When affiliation works (and when it doesn't)
OPINION |

When affiliation works (and when it doesn't)

BEING RECOGNIZED AND ASSOCIATED WITH A HIGHLEVEL INCUMBENT IS A POSITIVE SIGN FOR THOSE ENTERING A SECTOR BECAUSE IT CERTIFIES ITS BASIC QUALITY. HOWEVER, THIS IS NOT THE CASE, FOR EXAMPLE, FOR NEW BANDS THAT PLAYS AS SUPPORT ACTS AT THE LIVE EVENTS OF ESTABLISHED ARTISTS. A STUDY EXPLAINS WHY

by Fabrizio Castellucci, associate professor at Department of management and technology

Newcomers in an industry often have trouble being taken seriously, or even noticed in the first place. This challenge, often referred to as the “liability of newness”, underscores the idea that to survive and thrive, new entrants must be recognized as legitimate by their stakeholders—employees, investors, customers, analysts, or simply followers. Network affiliations have been extensively investigated as a way for new entrants to overcome this “liability” as affiliations provide access to information, resources, and new knowledge. Furthermore, affiliations with high-status organizations have signaling value, functioning as endorsements to actors who need legitimacy, such as newly established organizations like startups. In other words, an affiliation between a new entrant and a high-status incumbent can work as an informational cue signaling stakeholders the underlying quality of the new entrant. Defined as the relative position of an actor in a socially constructed hierarchical order, status signals the perceived quality of a producer’s outcome with respect the competitor’s outcome.
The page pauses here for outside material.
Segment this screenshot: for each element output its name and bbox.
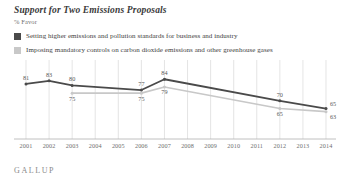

Despite being socially constructed, meaning that the perceived quality might be very different from the actual quality, new entrants usually benefit from being affiliated with high-status incumbents. The implicit assumption here is that forming an affiliation is a deliberate act and, therefore, affiliations between high-status firms and new entrants will not materialize in the absence of a specific endorsement of the latter on the former’s part. Affiliations, however, are not necessarily the result of deliberate choices. Rather, affiliations can have tangible effects even if two actors are simply perceived as affiliates by an audience. When actors share a membership in a social group or jointly participate in common activities, and if this is visible to audiences, they will often be perceived as connected, even though their association might be unintentional, and their interactions limited. This is the case of bands who participate in the same live music performance: they are perceived by audiences as affiliate even though their participation in the performance is not determined by the choice of any band in the concert lineup.

According to popular belief, new bands should benefit from playing in the same live performance with a successful high-status band. Yet in those contexts, such as live performance, where entrants rely on attracting audience attention to acquire resources and must compete with their affiliates to do so, we argue and find support for the opposite. Because attention is a limited resource and because high-status affiliations tend to capture most of the audience’s attention, the amount of attention that audiences can allocate to any given entrant is dramatically reduced. In turn, the reduced allocation of attention to entrants is likely to translate into reduced engagement by the audience, hindering both the acquisition of resources and the development of a distinctive identity in the eyes of stakeholders, with detrimental effects on performance outcomes. By looking at a sample of new bands and their live performances, those performing with high-status bands are less likely to survive and tend to generate lower revenues.

If, on the one hand, high-status bands can still provide legitimacy to the new entrants, this effect would decline for older bands while the diversion of attention would still remain. Consistently we find that older new bands are less likely to survive and produce revenues if they perform live with high-status bands.